What loudness target does the CALM Act use?
For U.S. broadcast delivery, the common ATSC A/85 target is -24 LKFS, which is equivalent to LUFS for practical loudness reporting.
Analyze audio loudness locally in your browser and compare it with the common ATSC A/85 CALM Act target of -24 LKFS/LUFS.
Drop an audio/video file or choose one from your device.
Results will appear here after the browser decodes the audio.
Integrated loudness uses a browser-side BS.1770-style estimate with K-weighting and gating.

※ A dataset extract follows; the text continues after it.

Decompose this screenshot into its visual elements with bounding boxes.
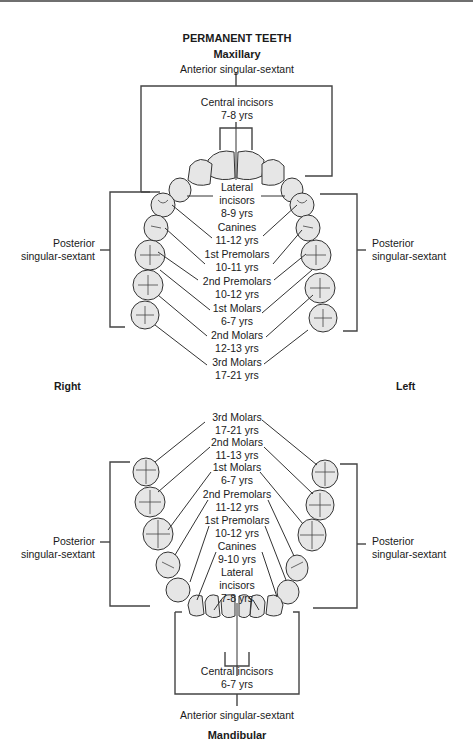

The CALM Act points U.S. TV commercial loudness practice toward ATSC A/85, where a common target is -24 LKFS. This tool helps creators, editors, advertisers, and QA teams quickly spot commercials or program audio that may be too loud or too quiet before final delivery.
Important: This tool is not an official legal determination and is not affiliated with the FCC, ATSC, or any broadcaster. Use it for browser-based preflight estimates only.
Integrated LUFS, loudness range estimate, sample peak, channel count, duration, target difference, and suggested gain adjustment.
If the file is outside the target range, apply the suggested gain in your editor or loudness normalizer, then export and check again.
Short answers for -24 LUFS/LKFS loudness estimates and audio delivery prep.
For U.S. broadcast delivery, the common ATSC A/85 target is -24 LKFS, which is equivalent to LUFS for practical loudness reporting.
Many workflows use -24 LKFS with a typical tolerance of plus or minus 2 LU. This checker marks audio from -26 to -22 LUFS as within a practical target range.
No. This browser tool gives a practical local estimate for editing and QA. It is not affiliated with the FCC, ATSC, or any broadcaster. Final delivery should be checked with an approved meter and your delivery specification.
No. The browser decodes and analyzes the file locally with the Web Audio API. The file does not need to be uploaded for the loudness check.